Senate President Franklin M. Drilon and other senators yesterday bewailed President Arroyo’s threat to veto the Senate-approved version of the proposed 2006 P1.053-trillion national budget that they trimmed by P26.3 billion.
"To veto any bill is a prerogative of the President under our system of government. But it’ll be unfortunate if she vetoes the 2006 budget as this will force the government to operate again under a reenacted budget until the end of the year," he said.
"Operating under a reenacted budget repeatedly does not reflect sound management," he said, stressing that this would give Mrs. Arroyo so much discretion in using last year’s annual budget.
Mrs. Arroyo’s threat came after the Senate- House bicameral conference committee remained deadlocked over provisions in the Senate and House versions of the long- delayed 2006 national budget.
In meeting with their House counterparts, the Senate contingent led by Sen. Manuel Villar, chairman of the Senate finance committee, refused to restore the alleged P26 billion "pork barrel funds" cut by the senators.

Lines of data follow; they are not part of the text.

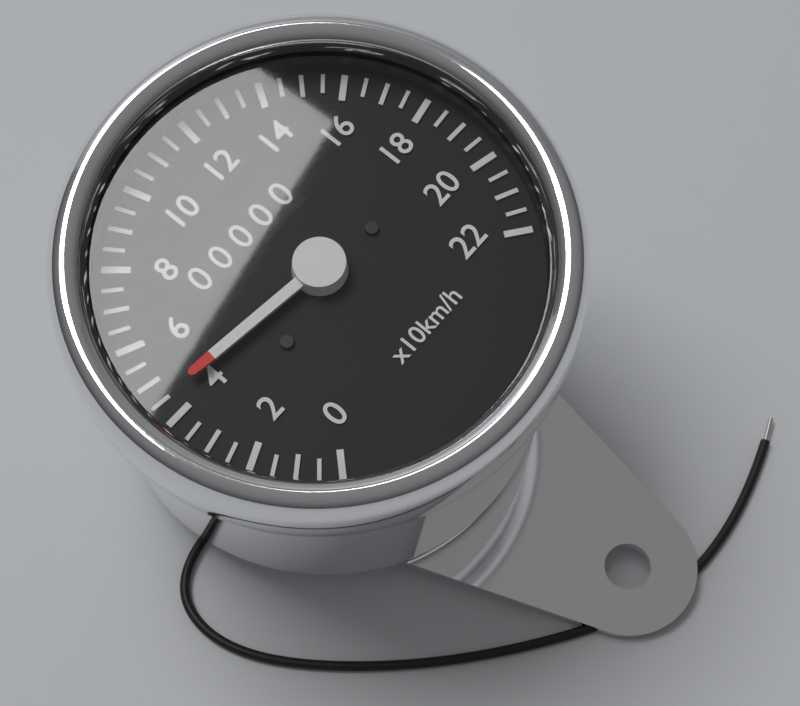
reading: 45 km/h
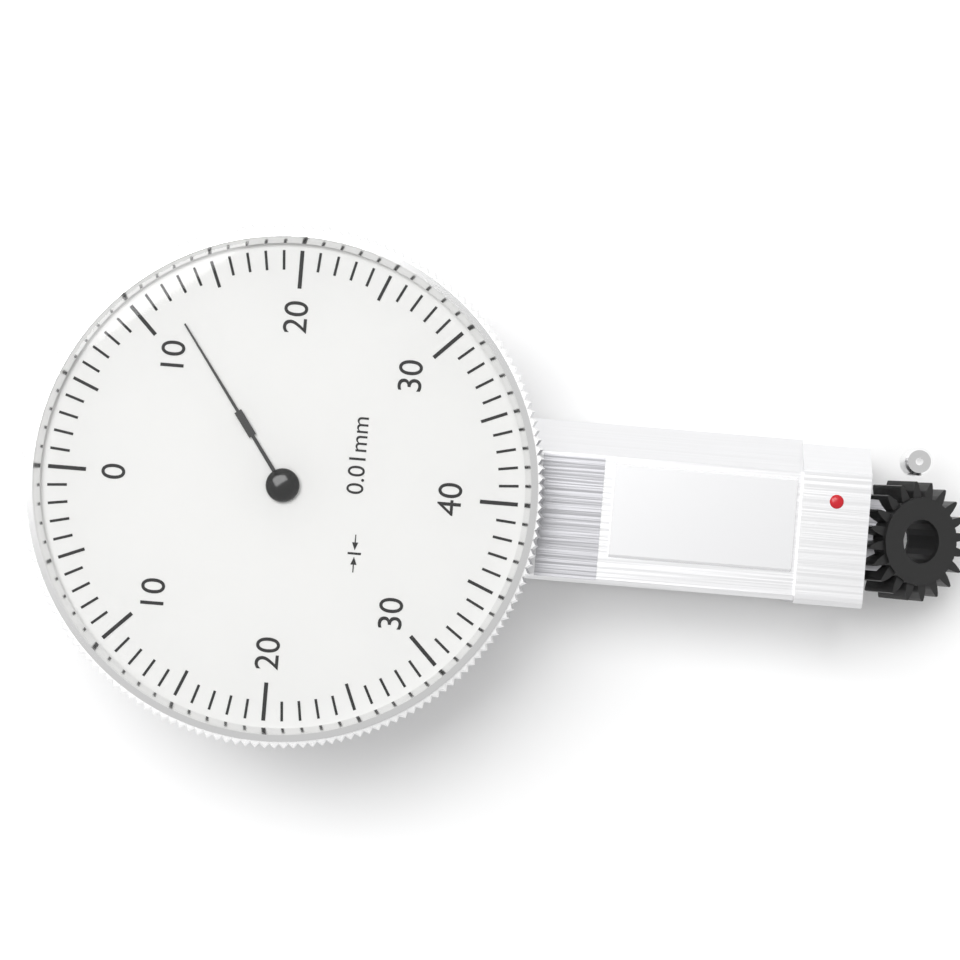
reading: 12 0.01mm
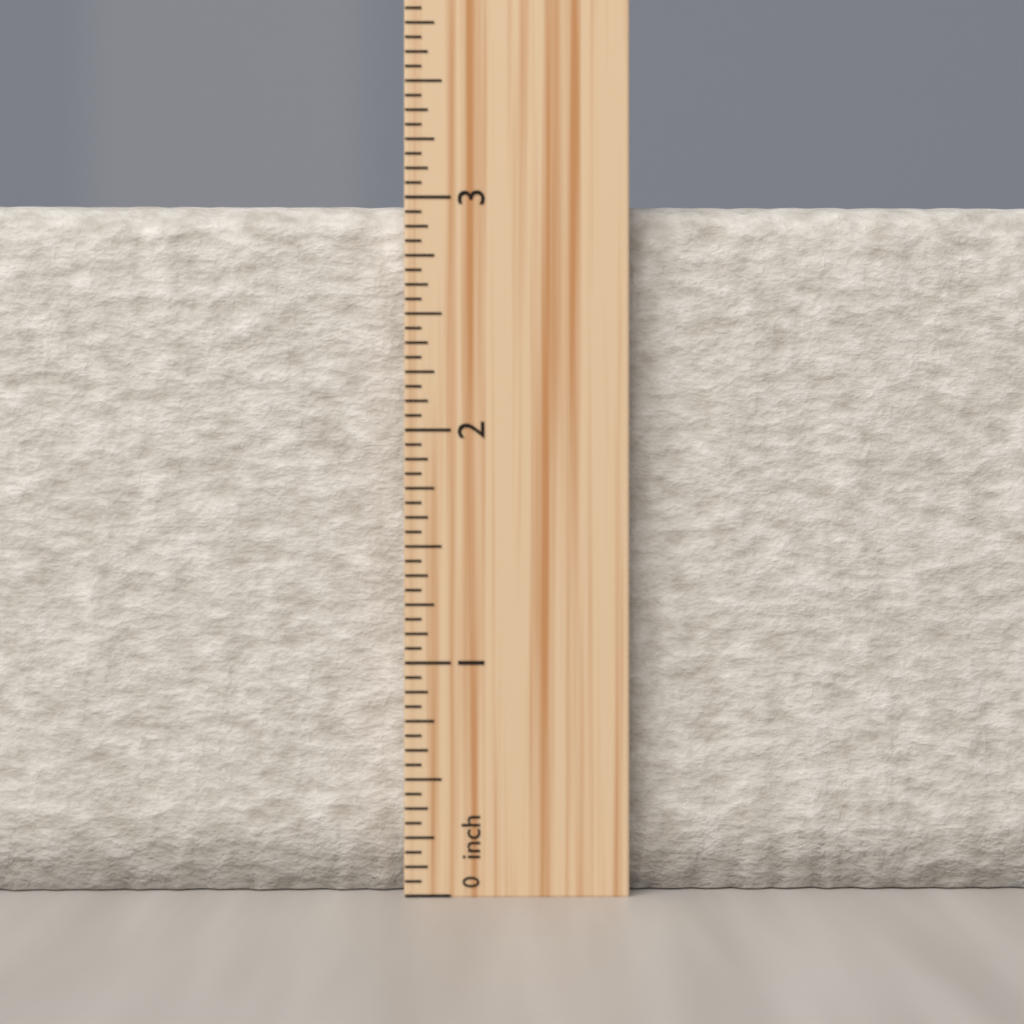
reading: 3.0000 inch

"She wins either way but the economy suffers. It isn’t good to be working on a reenacted budget," Drilon said, as he defended the Senate’s scrapping of the P3-billion Kilos Asenso Support Fund and the P3.69-billion Kalayaan Barangay Program Fund.
The Senate also cut the P10-billion incentive package for state workers availing of the Rationalization Program and the budgets of the National Printing Office and Presidential Commission on Good Government.

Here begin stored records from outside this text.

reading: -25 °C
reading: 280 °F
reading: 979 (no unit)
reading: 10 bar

"That’s what an authoritarian says to impress upon the people that what she says goes," Senate Minority Leader Aquilino Pimentel Jr. said. "If the President wants to play hardball, she will get hardball from us."
Sen. Joker Arroyo, in a press conference at the Senate, said the President will further aggravate the "imbalance of power" should she veto the 2006 national budget that he described as an "election budget."
"You can see the picture which is very sad that the President holds all the levers of power when it comes to the budget, and why this has happened is one of the tragedies in our system," he said.
He said even if Congress passes the budget this week, the government will only have to use it for the second half of the year when national and local leaders are preparing for respective candidacies for the forthcoming May 14 elections next year.
"We should not forget that the 2006 budget, whatever its shape or form, is an election budget. Anyone who has his sights on the 2007 elections will think this is something that can help him," he said.
Drilon and Pimentel, however, remained optimistic that the Senate, while being firm on retaining the P26.3 billion cut, can persuade the House contingent to a compromise on the 2006 national budget.
"I still believe that both panels can come to a reasonable agreement, and I think that we will be able to approve the budget with cuts, certainly," Pimentel said.